Why Family Matters: We Need a Witness to Our Lives
Posted by BlueEyes1962 on 22 Mar 2008 at 12:38 pm | Tagged as: Pittsburgh Observations
Last night, Cathy Day gave a reading from her new book, Comeback Season: How I Learned to Play the Game of Love, at the Joseph Beth Booksellers in the Southside Works. She drew a large crowd – the booksellers kept having to bring out more chairs.
I went with a guy friend I met on Match.com, and saw a couple of familiar faces in the crowd, including Samatha Bennett, award winning columnist for the Pittsburgh Post Gazette, and fellow blogger Cynthia Closkey (My Brilliant Mistakes), but luckily no men from Match dates gone bad.
Cathy is very funny, and anyone who makes me laugh gets my $25 – I bought her book and started reading it last night. I already found passages that have rung really true for me. Here’s one:
“That’s when hits me. I’m not looking for dates in Pittsburgh. I’m not looking to get laid. I’m really not even looking for a husband. What I want, what I need is a family. This realization surprises the hell out of me, and something completely absurd and incongruous pops into my head [a scene from the movie Shall We Dance in which Susan Sarandon says:]
‘We need a witness to our lives. There’s a billion people on the planet…I mean, what does one life really mean? But in marriage, you’re promising to care about everything. The good things, the bad things, the terrible things, the mundane things, all of it, every day. You’re saying, “Your life will not go unnoticed because I will notice it. Your life will not go unwitnessed because I will witness it. ”
- Cathy Day, Comeback Season, page 37
I had struggled for years to get out of my marriage. Whenever I brought up the subject, my ex would say “I’m not leaving my kids. If you want out of this marriage, you leave.” Since I refused to leave my kids too, we’d reach an impasse.
We might have gone on forever, not realizing how unhappy we were, if he didn’t take 6 week long business trips each summer. When he was gone, I felt a weight lifted – I was lighter, more free, happy and when he came back I always crashed.
Finally, he agreed to leave.
This should have been a great victory for me but I found it very hard, and I couldn’t understand why. But I think this passage helps.
For 20 years I had a witness to my life, someone listened to me, someone who noticed. Now he might have noticed all the wrong things – like when I gained 5 pounds or had bitten down all my fingernails, or laughed too loud , or sat the wrong way, or befriended the “wrong” people. But I was still noticed by someone. I still counted.
When we separated, even though I stayed in the same house, with the same 3 kids, kept the same job, and outwardly had very little change to my daily life, I felt unanchored, like I was floating around lost.
Maybe part of that was not having someone who “had” to listen to what happened at the office today, or how Zack was doing in World History, or what piece of furniture the dog chewed.
My desire to blog might have come from the same need to have a witness to my life. And the blog has had a lot fewer entries lately, partly because I am in a relationship, which means I’ve got someone to listen to my stories again (even if his eyes do glaze over at times if I talk too much about office politics…)
As I read through Cathy’s book, I’ll give more comments. I think it’s great that we have a local writer who has a published book on online dating, especially one that’s so brutally honest – and in her own name.
It’s a lovely book, funny and sad and sweet and intelligent. I think most smart women and men will appreciate it.
I was glad to see you last night too! I’m glad you’re blogging again — you have a lot to share with us.
Great to meet you at the signing BlueEyes-sorry I didn’t catch your name before. I loved Cathy’s book just as much-I read it at the right time, after the guy I met about 6 months ago and was seeing off and on decided to go back to his ex girlfriend. Hmm, I guess I was just a bandaid for him while I wasted 6 months of my life pining for him. I guess even after this long, I’m learning a thing or two (or three…)Anyway, for anyone else reading out there, I’ve been doing online dating for about 12 (I thought it was 14) years, since the very first dating sites came out(which were ethnically oriented). Yes I’ve met a LOT of tadpoles, kissed a LOT of frogs and I still haven’t found the ONE. But hey, if I’m still going strong after this long, anyone can do it. So if anyone needs moral support, I’m here! And I definitely have some stories…
glad to see you’re back, glad to see you writing again. when you write about your experiences, instead of relaying things you’ve heard or been told, i am a witness to your life.
you are not unnoticed, uncared for, a stranger in a world of billions of people.
we, your readers, bear witness to your life. those of us who are divorced, with children, with exes living nearby know that we are not alone because of your willingness to share.
just finished a great book, looks like I’ve found my next read.
Happy Springtime, we all deserve it!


WHAT IS BEING ASKED: The expected response is a copy of every line in the entries below that includes the word "bounding".

DATASET EXCERPTS:
▶

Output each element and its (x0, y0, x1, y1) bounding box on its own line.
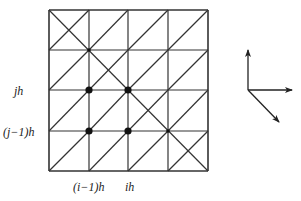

◀
▶

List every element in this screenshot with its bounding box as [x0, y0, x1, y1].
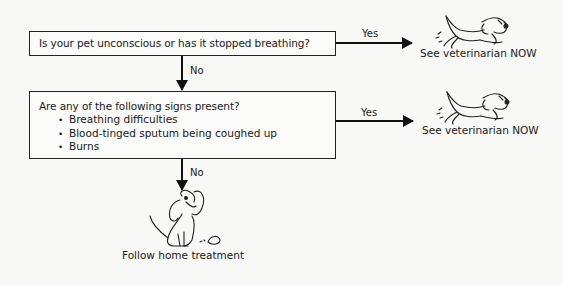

◀
▶

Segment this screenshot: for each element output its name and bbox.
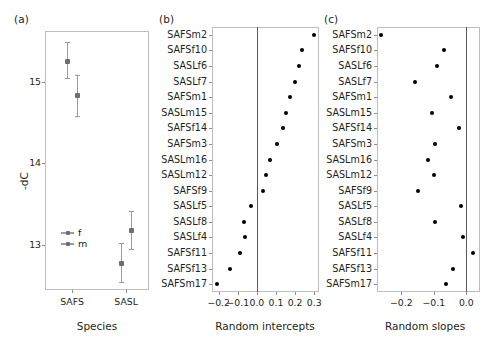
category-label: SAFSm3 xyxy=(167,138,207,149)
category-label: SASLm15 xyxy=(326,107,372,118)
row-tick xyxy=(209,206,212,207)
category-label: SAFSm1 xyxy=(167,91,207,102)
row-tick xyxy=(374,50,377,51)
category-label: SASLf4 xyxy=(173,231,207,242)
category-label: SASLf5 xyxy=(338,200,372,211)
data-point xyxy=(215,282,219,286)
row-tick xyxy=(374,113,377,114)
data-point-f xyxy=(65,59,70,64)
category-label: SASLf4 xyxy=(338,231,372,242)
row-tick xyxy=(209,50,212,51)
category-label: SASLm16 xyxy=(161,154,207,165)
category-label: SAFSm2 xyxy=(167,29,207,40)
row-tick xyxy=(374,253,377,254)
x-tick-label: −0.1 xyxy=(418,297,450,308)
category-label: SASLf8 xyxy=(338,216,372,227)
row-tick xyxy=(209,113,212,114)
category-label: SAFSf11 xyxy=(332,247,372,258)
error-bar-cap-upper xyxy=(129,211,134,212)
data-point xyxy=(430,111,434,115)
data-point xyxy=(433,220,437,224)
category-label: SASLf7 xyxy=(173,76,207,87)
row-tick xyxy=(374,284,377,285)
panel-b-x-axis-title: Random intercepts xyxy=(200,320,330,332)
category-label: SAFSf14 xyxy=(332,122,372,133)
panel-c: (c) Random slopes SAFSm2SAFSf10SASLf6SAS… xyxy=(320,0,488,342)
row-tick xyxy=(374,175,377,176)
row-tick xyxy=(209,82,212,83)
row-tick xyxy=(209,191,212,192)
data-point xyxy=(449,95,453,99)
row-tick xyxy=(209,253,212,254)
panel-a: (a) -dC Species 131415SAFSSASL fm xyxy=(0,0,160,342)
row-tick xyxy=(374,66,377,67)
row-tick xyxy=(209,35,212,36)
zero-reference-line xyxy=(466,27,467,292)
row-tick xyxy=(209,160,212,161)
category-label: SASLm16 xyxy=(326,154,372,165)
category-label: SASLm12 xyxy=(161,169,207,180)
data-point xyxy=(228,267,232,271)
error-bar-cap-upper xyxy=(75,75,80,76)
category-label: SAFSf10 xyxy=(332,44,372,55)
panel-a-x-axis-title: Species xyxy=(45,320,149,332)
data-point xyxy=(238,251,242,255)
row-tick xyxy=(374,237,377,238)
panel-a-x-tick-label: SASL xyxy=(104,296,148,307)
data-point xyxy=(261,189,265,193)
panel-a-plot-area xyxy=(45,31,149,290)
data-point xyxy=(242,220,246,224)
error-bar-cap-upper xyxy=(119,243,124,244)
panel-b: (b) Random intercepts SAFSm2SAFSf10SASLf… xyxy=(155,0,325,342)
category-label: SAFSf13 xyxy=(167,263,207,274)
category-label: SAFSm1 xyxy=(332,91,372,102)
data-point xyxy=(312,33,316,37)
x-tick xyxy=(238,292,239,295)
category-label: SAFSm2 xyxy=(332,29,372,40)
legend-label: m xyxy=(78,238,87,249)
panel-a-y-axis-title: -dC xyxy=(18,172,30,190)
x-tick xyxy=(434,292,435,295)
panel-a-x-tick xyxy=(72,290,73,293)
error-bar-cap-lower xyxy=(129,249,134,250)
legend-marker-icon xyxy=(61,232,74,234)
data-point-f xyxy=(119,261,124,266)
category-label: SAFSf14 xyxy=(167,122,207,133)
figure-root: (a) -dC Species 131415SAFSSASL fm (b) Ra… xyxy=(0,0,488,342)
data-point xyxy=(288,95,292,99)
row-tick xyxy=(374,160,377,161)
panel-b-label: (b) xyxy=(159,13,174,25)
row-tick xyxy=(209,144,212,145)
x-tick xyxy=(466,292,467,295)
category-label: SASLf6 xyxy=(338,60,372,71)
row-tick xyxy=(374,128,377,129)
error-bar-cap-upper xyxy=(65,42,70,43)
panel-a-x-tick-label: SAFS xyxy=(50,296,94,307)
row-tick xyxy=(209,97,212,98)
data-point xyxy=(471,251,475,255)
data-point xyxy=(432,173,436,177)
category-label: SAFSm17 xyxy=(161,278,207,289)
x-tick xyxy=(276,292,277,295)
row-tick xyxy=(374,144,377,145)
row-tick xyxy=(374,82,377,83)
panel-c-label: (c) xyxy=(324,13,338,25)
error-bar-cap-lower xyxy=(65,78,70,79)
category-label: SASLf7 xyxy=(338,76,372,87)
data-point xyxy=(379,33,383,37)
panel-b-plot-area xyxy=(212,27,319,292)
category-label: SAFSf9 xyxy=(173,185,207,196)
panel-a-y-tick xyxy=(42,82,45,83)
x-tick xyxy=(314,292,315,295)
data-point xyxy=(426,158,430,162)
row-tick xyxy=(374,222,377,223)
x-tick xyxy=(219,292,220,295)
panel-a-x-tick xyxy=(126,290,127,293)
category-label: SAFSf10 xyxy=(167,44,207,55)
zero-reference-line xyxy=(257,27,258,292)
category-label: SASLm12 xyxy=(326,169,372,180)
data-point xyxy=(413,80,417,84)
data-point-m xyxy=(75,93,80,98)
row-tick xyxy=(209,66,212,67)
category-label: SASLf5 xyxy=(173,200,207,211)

◀

TASK ANSWER:
Output each element and its (x0, y0, x1, y1) bounding box on its own line.
List every element in this screenshot with its bounding box as [x0, y0, x1, y1].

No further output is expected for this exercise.